Review in Italian | Read full review
Constant deaths, relentless levels, control schemes that are difficult to master... Victory in Struggling is a luxury, something that is not easily granted to us and for which we have to fight constantly. Deliberately stripping the player of almost any kind of action carried out not only radically changes the mobility and style employed, but also has a great psychological effect on it. It is precisely here where the greatest charm of the adventure lies, and although sometimes the end does not justify the means, it is a proposal as original and different as frustrating.
Review in Spanish | Read full review
Chasing Rats and Frontier bring us Struggling, a game where control becomes primordial in our goal to guide our "hero" Troy to freedom. An original, provocative and very funny title.

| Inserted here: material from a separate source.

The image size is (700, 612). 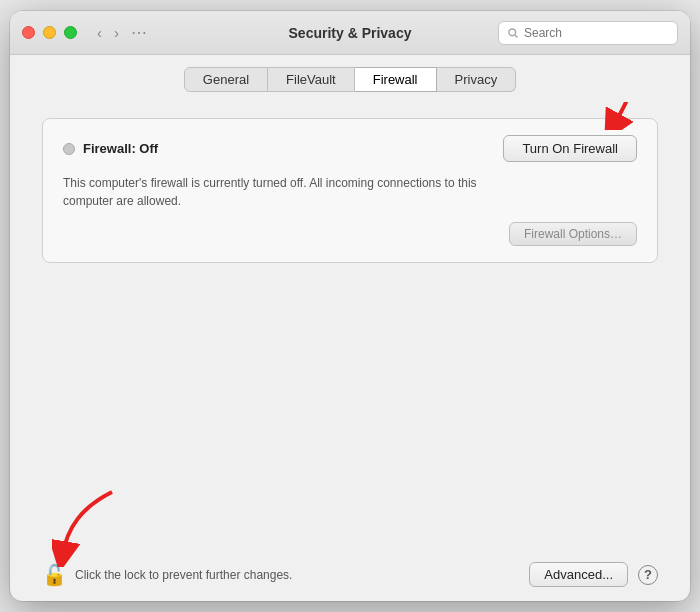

Review in Spanish | Read full review
Struggling is a bizarre, hilarious and thoroughly entertaining adventure that makes the most of its relatively simple graphics and gameplay
If you like overcoming frustration, maybe you'll find something worthwhile. I don't.
There is an audience out there for something like Struggling. The variety of set-pieces do show an attempt to break up the monotony of fumbling, but the journey is much too long. Trial and error scenarios are too frequent due to the gameplay, and the real struggle is having the patience to redo many simple tasks.
Struggling has imaginative indie talent sloshing throughout. Plus, you can tell it's got a big publisher behind it, believing in its charm and uniqueness.
Unique main character and his Controls. It is so easy to hate this game and so hard to play it. But give it a chance in co-op mode.
Review in Slovak | Read full review
While Struggling eventually comes together to a degree and showcases impressive creativity, it doesn’t change that this is a game with audio that made me want to mute my TV and controls, which simply don’t feel good. It’s a real struggle to play. While that may be mostly intentional, it doesn’t make the game more enjoyable in the end. Some players may find more in it than me, but I’m more interested in seeing what the creative team at Chasing Rats Games does next. Any team with this much creativity feels like they have a great game in them. They didn’t get there this time, though.
Struggling is a very creative and endearing platformer that surprised me with both how much I enjoyed its grotesque universe and how tight its physics-based gameplay is.
Never has a game title been more fitting. Struggling is, well, a bit of a struggle. Imagine the abstract movement and control system of Octodad paired with some platforming feats that require a modicum of precision. It’s a recipe for frustration and turmoil. There were a few things though, when I looked past the struggle, that I quite liked.